Six years ago, Carolyn Churchill, 57, from near Pontypridd in Wales, was in a long-term relationship, worked as a chef, and spent hours each week walking with her dogs and looking after her granddaughter’s pony. She was busy and content, but was bothered by stress incontinence, which affects roughly 10% of women.
“Never knowing when you’re going out if you’re going to wee yourself. It really got to the stage where it was embarrassing,” she recalls.
She was referred to a specialist who advised a TVT mesh implant, which Churchill believed would be a quick fix. As the epidural wore off after surgery, though, she immediately felt something was amiss. “I was in absolute agony, but they wouldn’t listen to me and made me feel like some sort of baby, and that it was normal,” she says. “If I could have walked to the A&E that night, I would’ve begged them to take it out.”
Churchill experienced “ripping, burning” pains in her side and legs, numbness in the soles of her feet and suddenly found it impossible to bend over. Three months after the initial surgery, she had to leave her job. “It’s very difficult to explain, particularly if your boss is a man,” she says.
For months she could not contemplate sex with her partner of 14 years.
“When we actually managed it, my partner said ‘What the hell is that?’” she recalls. Churchill discovered the mesh had eroded the wall of her vagina and poked through. “I was horrified,” she says.
She had surgery under general anaesthetic to cut away the protruding mesh, but her other symptoms did not improve. Doctors appeared reluctant to accept that the implant could be to blame, though.
“I was sent for hip X-rays, I was sent for physiotherapy, which made the pain worse. They offered me mental health counselling,” she says. “They even sent me to the GUM [sexual health] clinic for counselling on having sex. I said, ‘It’s not that I don’t want to ...’.”
Cancer was investigated as a possible explanation for persistent bleeding, she says. “I was terrified because I lost my sister to cancer, and my mother. I kept thinking, ‘I have got it but they can’t find it’. I really thought I was dying.”
She describes the prevailing attitude as “there’s nothing wrong with the mesh – it’s you”.
When she asked if she could have the mesh taken out, she was told this was not guaranteed to stop the pain – and that removal carried its own risk of complications. “It was hell trying to make that decision,” she says.
Churchill finally had her mesh fully removed in May 2016, a major surgical procedure with a lengthy recovery period.
Today, she feels better physically, but remains traumatised and says her life has been permanently altered by her experience. She talks of lost time with her grandchildren and how caring for her 93-year-old father has been a struggle. Her relationship broke down and she is unsure if she will work again.
Who does she blame for her experience? “I think the government should take responsibility,” says Churchill. “When there was all the problems with breast implants they stood up and said it would never happen again. And all that time, it was already happening to thousands of us. I want someone to stand up and say sorry for what they’ve done to us.”
If you are a woman who has experienced problems with a mesh implant, these can be reported to the MHRA. The British Society of Urogynaecology has compiled a list of units with experience in treating mesh complications.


== Task brief ==
Word-for-word repetition of the records below is needed, but only from the line holding "At what (x,y)" through the final line, with pictures excluded.

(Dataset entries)

__________________________________________________

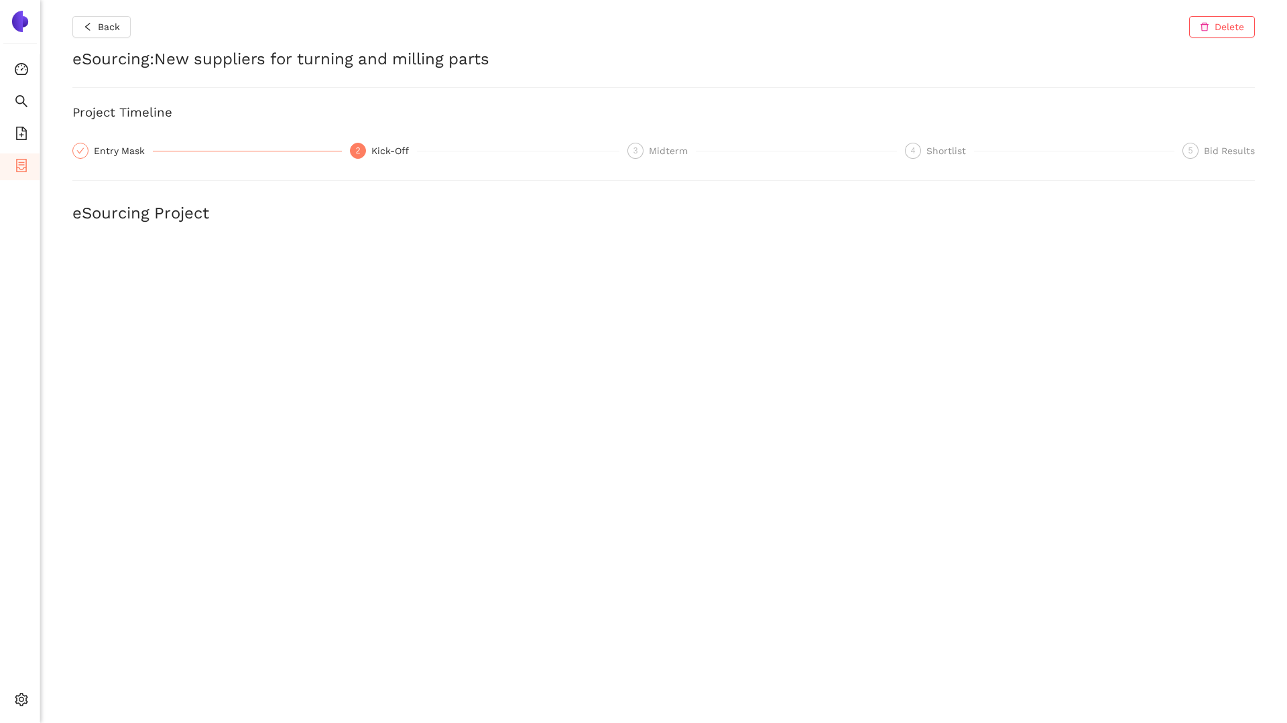 The image size is (1287, 723). I want to click on span: container, so click(21, 168).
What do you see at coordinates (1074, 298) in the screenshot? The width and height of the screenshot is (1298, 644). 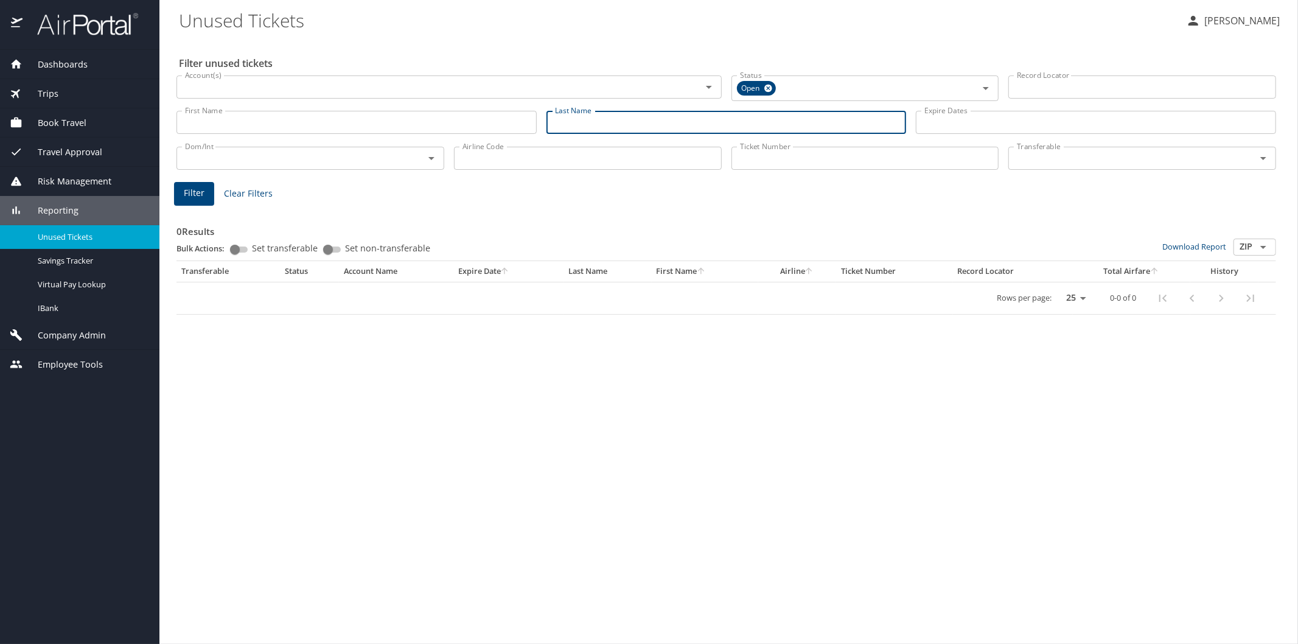 I see `select: rows per page` at bounding box center [1074, 298].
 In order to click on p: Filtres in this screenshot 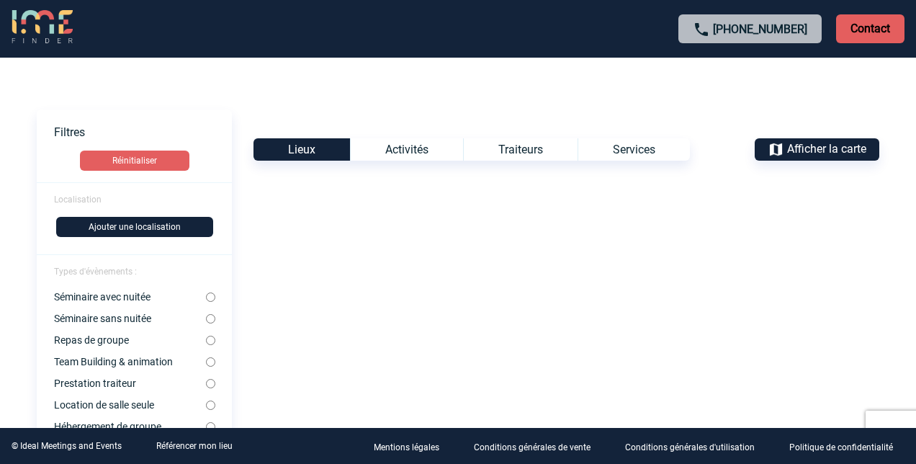, I will do `click(143, 132)`.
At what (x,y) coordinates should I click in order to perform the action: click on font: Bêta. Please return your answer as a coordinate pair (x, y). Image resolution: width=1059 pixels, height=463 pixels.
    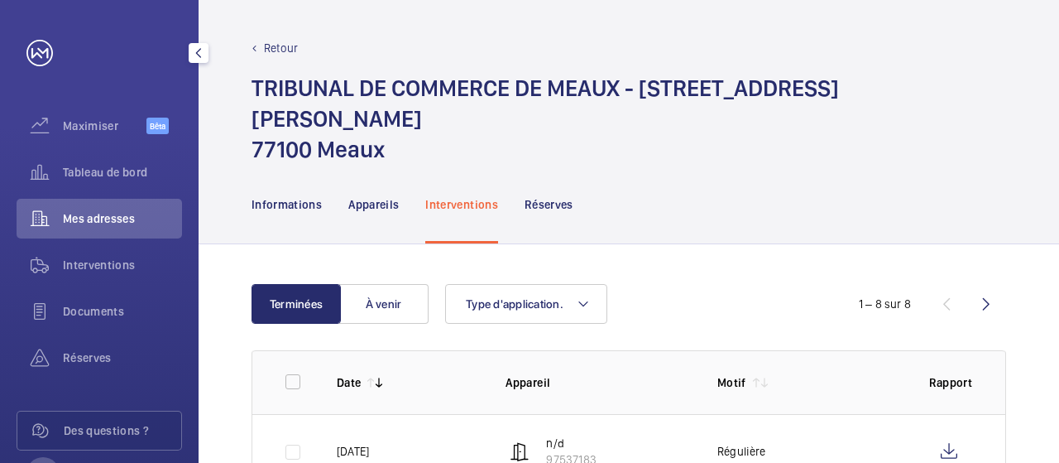
    Looking at the image, I should click on (157, 126).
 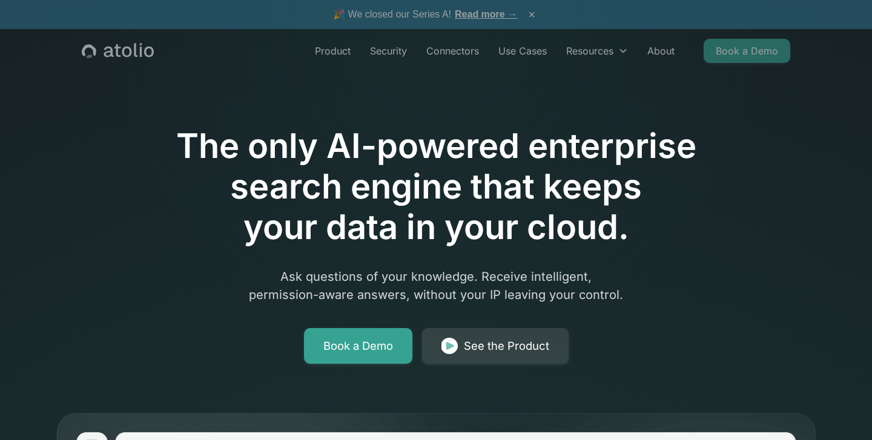 I want to click on a: Security, so click(x=388, y=51).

__________________________________________________

== Response for this exercise ==
At what (x,y) coordinates should I click in order to perform the action: click on font: Bêta. Please return your answer as a coordinate pair (x, y). Image resolution: width=1059 pixels, height=463 pixels.
    Looking at the image, I should click on (157, 126).
  I want to click on a: Security, so click(x=388, y=51).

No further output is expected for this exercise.